On 05/26/2017 10:12 AM, Pierre-Marie de Rodat wrote:
On 05/08/2017 06:27 PM, Jason Merrill wrote:
That seems like a bug; if gen_typedef_die is going to generate a DIE
for a cloned typedef, it needs to associate the type with the DIE.

Hm… gen_typedef_die generates a DIE for a DECL node, but modified_type_die look for a DIE for the corresponding TYPE, and of course the lookup returns NULL. So just removing the “if (DECL_ABSTRACT_P (decl))” condition in gen_typedef_die is not enough to make the crash go away.

Right, the bug seems to be generating the useless DIE in the first place.

gen_typedef_die does create a DIE for them, it just doesn't do it
properly.  But we could change gen_typedef_die to abort in that case,
making this comment correct.

Something like this, which also avoids routinely creating DIEs for
local typedefs that will only be pruned away later; this patch doesn't
change the size of .debug_info in cc1plus.

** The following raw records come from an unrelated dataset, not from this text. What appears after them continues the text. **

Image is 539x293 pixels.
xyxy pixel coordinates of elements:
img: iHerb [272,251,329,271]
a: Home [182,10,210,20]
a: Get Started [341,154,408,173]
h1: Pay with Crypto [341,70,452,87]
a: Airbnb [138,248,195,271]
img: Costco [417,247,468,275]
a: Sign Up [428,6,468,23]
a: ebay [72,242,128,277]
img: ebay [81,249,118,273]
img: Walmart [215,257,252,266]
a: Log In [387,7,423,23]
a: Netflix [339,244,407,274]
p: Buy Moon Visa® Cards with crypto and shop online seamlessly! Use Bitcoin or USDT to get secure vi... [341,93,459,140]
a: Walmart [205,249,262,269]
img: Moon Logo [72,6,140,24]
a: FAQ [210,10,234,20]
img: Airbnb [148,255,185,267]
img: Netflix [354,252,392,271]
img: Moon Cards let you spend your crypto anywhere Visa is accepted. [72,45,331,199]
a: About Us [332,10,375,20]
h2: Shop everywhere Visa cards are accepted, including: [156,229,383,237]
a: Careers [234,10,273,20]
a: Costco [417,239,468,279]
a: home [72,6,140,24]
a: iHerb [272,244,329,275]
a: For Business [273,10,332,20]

I tried this, but I got a crash when compiling the Ada runtime (g-awk.adb). I could not extract a reproducer, but the idea is that because of the call to set_decl_origin_self, some DECLs have themselves as DECL_ABSTRACT_ORIGIN. As a result, my patch in modified_type_die does not prevent execution from calling gen_typedef_die with a DECL that has a non-null abstract origin. So I have to soften the assertion so that this specific case was still allowed in gen_typedef_die.

Perhaps the DECL_ABSTRACT_ORIGIN check in my patch should be decl_ultimate_origin instead, which should return null in that case?